Thursday, October 5, 2017

On Watching and Memory



One of the ideas in D. F. Wallace’s A Supposedly Fun Thing I’ll Never Do Again is the idea that the process of recording an experience removes one from the actual experience; one becomes a watcher of themselves recording an experience, much like watching television (which Wallace states on its most basic level is watching furniture). Looking back on the picture or watching the film becomes the reliving of having watched something; therefore, one was never truly there to begin with. The example in the book is a cruise “participant” actively filming every, to the most mundane, detail of the experience thereby creating ‘this Warholianly dul thing that is exactly as long as the Cruise itself.’ Photographing something involves thinking about the presentation of the subject rather than the subject in and for itself. This train of thought cannot quickly jump tracks to actively experiencing the subject. After taking a picture for social media of one’s well-presented food, one may find themselves with a mostly empty plate by the time one is able to enjoy the meal.

Jorge Luis Borges mentioned in an interview that his father had brought up the idea that the repetition of remembering a memory distances one from the true memory; each subsequent reliving becomes a new image of the memory, more distorted than the last. This idea is being formally researched by the scientific community in the field of false memories. Pairing this idea of distorting memories by recollection with the idea of never having had the experience due to archival tendencies, every time they review their images and films of events, each person essentially becomes an author of fiction.

I don’t watch television and I’m rarely filming or taking pictures; I do spend a lot of time thinking about the future, and planning contingencies, out of a weak form of fear. In the former, I am arguably living in the present, even when sitting still (what some would consider doing “nothing”), and focused on the small pleasures and intrigues. In the latter, it could be said I am not enjoying the present enough. Paradoxically, a difference exists between what is said (viz. what people believe I must be constantly thinking about) and everyday action. External judgements aside, I think both are necessary for taking care of oneself. To use a trite analogy: sailing can be nice in each moment, but a boat without direction is drifting, potentially toward trouble. An additional nautical quote (using Paulo Coelho’s phrasing) is “a ship is safest when it is in port, but that's not what ships were built for.”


> **PROBLEM STATEMENT**
Could the records be returned exactly, with the pictures left out?

> **DATA RECORDS**

+ + + + +

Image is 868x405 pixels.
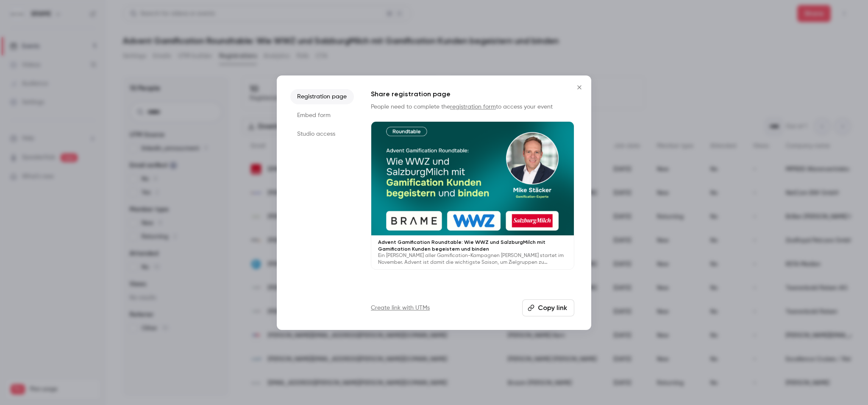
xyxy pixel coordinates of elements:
[371,304,430,312] a: Create link with UTMs
[572,79,588,95] button: Close
[522,300,575,316] button: Copy link
[371,103,575,111] p: People need to complete the to access your event
[450,104,496,109] a: registration form
[291,126,354,142] li: Studio access
[371,121,575,270] a: Advent Gamification Roundtable: Wie WWZ und SalzburgMilch mit Gamification Kunden begeistern und ...
[291,89,354,105] li: Registration page
[378,252,567,266] p: Ein [PERSON_NAME] aller Gamification-Kampagnen [PERSON_NAME] startet im November. Advent ist dami...
[291,108,354,123] li: Embed form
[378,239,567,252] p: Advent Gamification Roundtable: Wie WWZ und SalzburgMilch mit Gamification Kunden begeistern und ...
[371,89,575,99] h1: Share registration page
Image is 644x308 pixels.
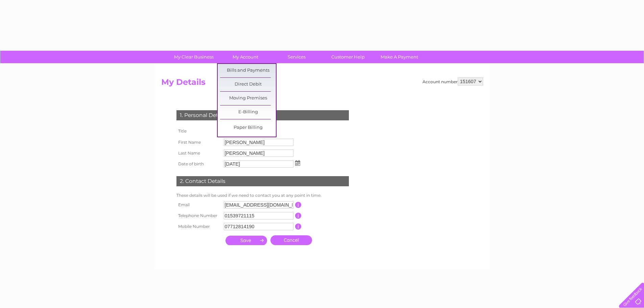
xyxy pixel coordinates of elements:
[295,223,301,230] input: Information
[295,202,301,208] input: Information
[217,51,273,63] a: My Account
[175,137,222,148] th: First Name
[175,125,222,137] th: Title
[268,51,324,63] a: Services
[175,210,222,221] th: Telephone Number
[320,51,376,63] a: Customer Help
[175,191,350,199] td: These details will be used if we need to contact you at any point in time.
[220,92,276,105] a: Moving Premises
[423,77,483,85] div: Account number
[175,148,222,159] th: Last Name
[175,199,222,210] th: Email
[161,77,483,90] h2: My Details
[166,51,222,63] a: My Clear Business
[220,105,276,119] a: E-Billing
[220,64,276,77] a: Bills and Payments
[295,160,300,166] img: ...
[176,110,349,120] div: 1. Personal Details
[270,235,312,245] a: Cancel
[175,159,222,170] th: Date of birth
[175,221,222,232] th: Mobile Number
[220,78,276,91] a: Direct Debit
[295,213,301,219] input: Information
[220,121,276,135] a: Paper Billing
[226,236,267,245] input: Submit
[176,176,349,186] div: 2. Contact Details
[371,51,427,63] a: Make A Payment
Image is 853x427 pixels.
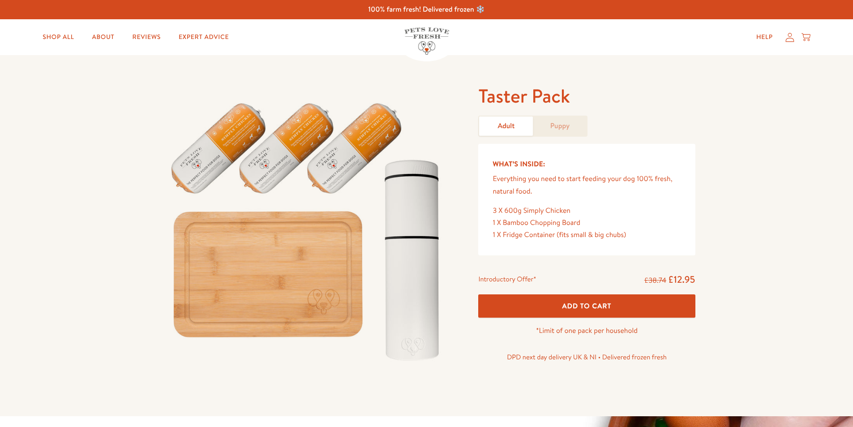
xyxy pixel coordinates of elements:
div: 3 X 600g Simply Chicken [493,205,681,217]
img: Pets Love Fresh [404,27,449,55]
a: Expert Advice [172,28,236,46]
a: Shop All [35,28,81,46]
a: Puppy [533,116,587,136]
p: DPD next day delivery UK & NI • Delivered frozen fresh [478,351,695,363]
a: About [85,28,121,46]
h1: Taster Pack [478,84,695,108]
div: 1 X Fridge Container (fits small & big chubs) [493,229,681,241]
a: Adult [479,116,533,136]
span: £12.95 [668,273,696,286]
button: Add To Cart [478,294,695,318]
span: 1 X Bamboo Chopping Board [493,218,581,228]
p: Everything you need to start feeding your dog 100% fresh, natural food. [493,173,681,197]
h5: What’s Inside: [493,158,681,170]
a: Reviews [125,28,168,46]
img: Taster Pack - Adult [158,84,457,371]
a: Help [749,28,780,46]
s: £38.74 [645,275,667,285]
p: *Limit of one pack per household [478,325,695,337]
div: Introductory Offer* [478,273,536,287]
span: Add To Cart [563,301,612,310]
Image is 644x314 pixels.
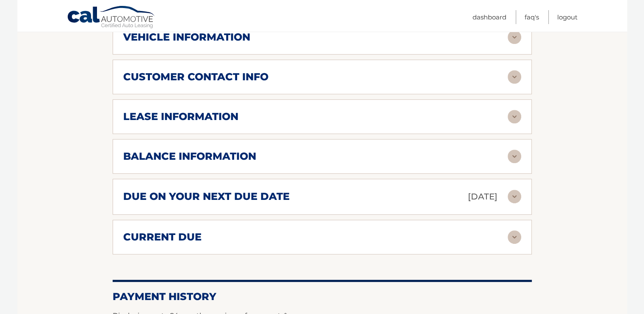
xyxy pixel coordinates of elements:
[113,290,532,303] h2: Payment History
[524,10,539,24] a: FAQ's
[123,111,238,123] h2: lease information
[508,150,521,163] img: accordion-rest.svg
[468,189,497,204] p: [DATE]
[123,71,269,83] h2: customer contact info
[508,70,521,84] img: accordion-rest.svg
[508,30,521,44] img: accordion-rest.svg
[67,5,156,30] a: Cal Automotive
[123,231,201,244] h2: current due
[123,190,289,203] h2: due on your next due date
[508,190,521,203] img: accordion-rest.svg
[123,31,250,43] h2: vehicle information
[123,150,256,163] h2: balance information
[557,10,578,24] a: Logout
[508,231,521,244] img: accordion-rest.svg
[508,110,521,124] img: accordion-rest.svg
[472,10,506,24] a: Dashboard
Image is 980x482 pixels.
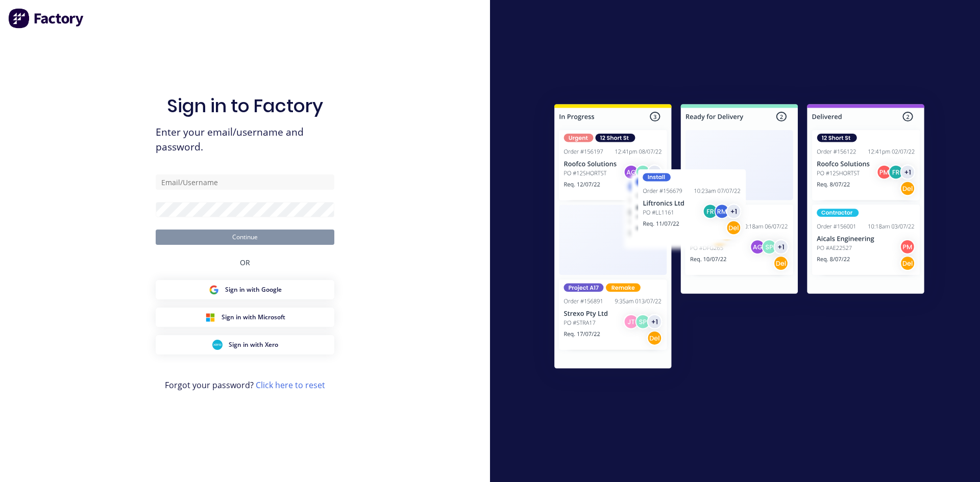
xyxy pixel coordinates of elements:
h1: Sign in to Factory [167,95,323,117]
img: Microsoft Sign in [205,312,215,323]
span: Sign in with Google [225,285,282,295]
button: Microsoft Sign inSign in with Microsoft [156,307,334,327]
img: Sign in [532,84,947,393]
span: Forgot your password? [165,380,325,391]
span: Sign in with Xero [229,340,278,349]
button: Google Sign inSign in with Google [156,280,334,300]
div: OR [240,245,250,280]
img: Google Sign in [209,284,219,295]
img: Xero Sign in [212,340,222,350]
input: Email/Username [156,175,334,190]
span: Sign in with Microsoft [221,313,285,322]
button: Continue [156,230,334,245]
button: Xero Sign inSign in with Xero [156,336,334,355]
span: Enter your email/username and password. [156,125,334,155]
img: Factory [8,8,85,28]
a: Click here to reset [256,380,325,391]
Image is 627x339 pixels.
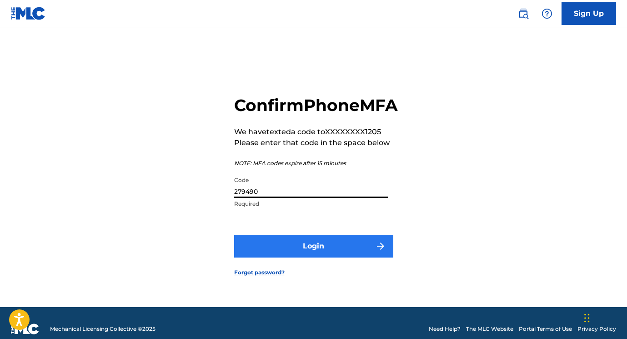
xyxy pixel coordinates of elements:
[234,159,398,167] p: NOTE: MFA codes expire after 15 minutes
[234,200,388,208] p: Required
[518,8,529,19] img: search
[429,325,461,333] a: Need Help?
[562,2,616,25] a: Sign Up
[375,241,386,252] img: f7272a7cc735f4ea7f67.svg
[234,268,285,277] a: Forgot password?
[542,8,553,19] img: help
[234,137,398,148] p: Please enter that code in the space below
[538,5,556,23] div: Help
[11,323,39,334] img: logo
[11,7,46,20] img: MLC Logo
[582,295,627,339] iframe: Chat Widget
[466,325,514,333] a: The MLC Website
[519,325,572,333] a: Portal Terms of Use
[50,325,156,333] span: Mechanical Licensing Collective © 2025
[234,235,394,258] button: Login
[234,126,398,137] p: We have texted a code to XXXXXXXX1205
[515,5,533,23] a: Public Search
[585,304,590,332] div: Drag
[234,95,398,116] h2: Confirm Phone MFA
[578,325,616,333] a: Privacy Policy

+ + + + +

> **SOLUTION TO THIS PROBLEM**
Image is 868x405 pixels.
xyxy pixel coordinates of elements:
[371,304,430,312] a: Create link with UTMs
[572,79,588,95] button: Close
[522,300,575,316] button: Copy link
[371,103,575,111] p: People need to complete the to access your event
[450,104,496,109] a: registration form
[291,126,354,142] li: Studio access
[371,121,575,270] a: Advent Gamification Roundtable: Wie WWZ und SalzburgMilch mit Gamification Kunden begeistern und ...
[291,89,354,105] li: Registration page
[378,252,567,266] p: Ein [PERSON_NAME] aller Gamification-Kampagnen [PERSON_NAME] startet im November. Advent ist dami...
[291,108,354,123] li: Embed form
[378,239,567,252] p: Advent Gamification Roundtable: Wie WWZ und SalzburgMilch mit Gamification Kunden begeistern und ...
[371,89,575,99] h1: Share registration page
Image is 644x308 pixels.
xyxy pixel coordinates of elements:
[295,223,301,230] input: Information
[295,202,301,208] input: Information
[217,51,273,63] a: My Account
[175,137,222,148] th: First Name
[175,125,222,137] th: Title
[268,51,324,63] a: Services
[175,210,222,221] th: Telephone Number
[320,51,376,63] a: Customer Help
[175,191,350,199] td: These details will be used if we need to contact you at any point in time.
[220,92,276,105] a: Moving Premises
[423,77,483,85] div: Account number
[175,148,222,159] th: Last Name
[175,199,222,210] th: Email
[161,77,483,90] h2: My Details
[166,51,222,63] a: My Clear Business
[220,105,276,119] a: E-Billing
[220,64,276,77] a: Bills and Payments
[295,160,300,166] img: ...
[176,110,349,120] div: 1. Personal Details
[270,235,312,245] a: Cancel
[175,159,222,170] th: Date of birth
[175,221,222,232] th: Mobile Number
[220,78,276,91] a: Direct Debit
[295,213,301,219] input: Information
[220,121,276,135] a: Paper Billing
[226,236,267,245] input: Submit
[176,176,349,186] div: 2. Contact Details
[371,51,427,63] a: Make A Payment
Image is 853x427 pixels.
xyxy pixel coordinates of elements:
div: 3 X 600g Simply Chicken [493,205,681,217]
img: Pets Love Fresh [404,27,449,55]
a: Expert Advice [172,28,236,46]
a: Shop All [35,28,81,46]
a: Puppy [533,116,587,136]
p: DPD next day delivery UK & NI • Delivered frozen fresh [478,351,695,363]
a: About [85,28,121,46]
h1: Taster Pack [478,84,695,108]
div: 1 X Fridge Container (fits small & big chubs) [493,229,681,241]
a: Adult [479,116,533,136]
span: £12.95 [668,273,696,286]
button: Add To Cart [478,294,695,318]
span: 1 X Bamboo Chopping Board [493,218,581,228]
p: Everything you need to start feeding your dog 100% fresh, natural food. [493,173,681,197]
h5: What’s Inside: [493,158,681,170]
a: Reviews [125,28,168,46]
img: Taster Pack - Adult [158,84,457,371]
a: Help [749,28,780,46]
s: £38.74 [645,275,667,285]
p: *Limit of one pack per household [478,325,695,337]
div: Introductory Offer* [478,273,536,287]
span: Add To Cart [563,301,612,310]
Image is 644x314 pixels.
xyxy pixel coordinates of elements:
[113,290,532,303] h2: Payment History
[524,10,539,24] a: FAQ's
[123,111,238,123] h2: lease information
[508,150,521,163] img: accordion-rest.svg
[468,189,497,204] p: [DATE]
[123,71,269,83] h2: customer contact info
[508,70,521,84] img: accordion-rest.svg
[508,30,521,44] img: accordion-rest.svg
[67,5,156,30] a: Cal Automotive
[123,231,201,244] h2: current due
[123,190,289,203] h2: due on your next due date
[508,190,521,203] img: accordion-rest.svg
[123,31,250,43] h2: vehicle information
[123,150,256,163] h2: balance information
[557,10,578,24] a: Logout
[508,231,521,244] img: accordion-rest.svg
[508,110,521,124] img: accordion-rest.svg
[472,10,506,24] a: Dashboard
Image is 980x482 pixels.
xyxy pixel coordinates of elements:
h1: Sign in to Factory [167,95,323,117]
img: Microsoft Sign in [205,312,215,323]
span: Sign in with Google [225,285,282,295]
button: Microsoft Sign inSign in with Microsoft [156,307,334,327]
img: Sign in [532,84,947,393]
span: Forgot your password? [165,380,325,391]
span: Sign in with Xero [229,340,278,349]
button: Google Sign inSign in with Google [156,280,334,300]
div: OR [240,245,250,280]
img: Google Sign in [209,284,219,295]
img: Xero Sign in [212,340,222,350]
input: Email/Username [156,175,334,190]
span: Sign in with Microsoft [221,313,285,322]
button: Continue [156,230,334,245]
button: Xero Sign inSign in with Xero [156,336,334,355]
span: Enter your email/username and password. [156,125,334,155]
img: Factory [8,8,85,28]
a: Click here to reset [256,380,325,391]
Image is 627x339 pixels.
xyxy pixel coordinates of elements:
[234,159,398,167] p: NOTE: MFA codes expire after 15 minutes
[234,200,388,208] p: Required
[518,8,529,19] img: search
[429,325,461,333] a: Need Help?
[562,2,616,25] a: Sign Up
[375,241,386,252] img: f7272a7cc735f4ea7f67.svg
[234,268,285,277] a: Forgot password?
[542,8,553,19] img: help
[234,137,398,148] p: Please enter that code in the space below
[538,5,556,23] div: Help
[11,323,39,334] img: logo
[11,7,46,20] img: MLC Logo
[582,295,627,339] iframe: Chat Widget
[466,325,514,333] a: The MLC Website
[519,325,572,333] a: Portal Terms of Use
[50,325,156,333] span: Mechanical Licensing Collective © 2025
[234,235,394,258] button: Login
[234,126,398,137] p: We have texted a code to XXXXXXXX1205
[515,5,533,23] a: Public Search
[585,304,590,332] div: Drag
[234,95,398,116] h2: Confirm Phone MFA
[578,325,616,333] a: Privacy Policy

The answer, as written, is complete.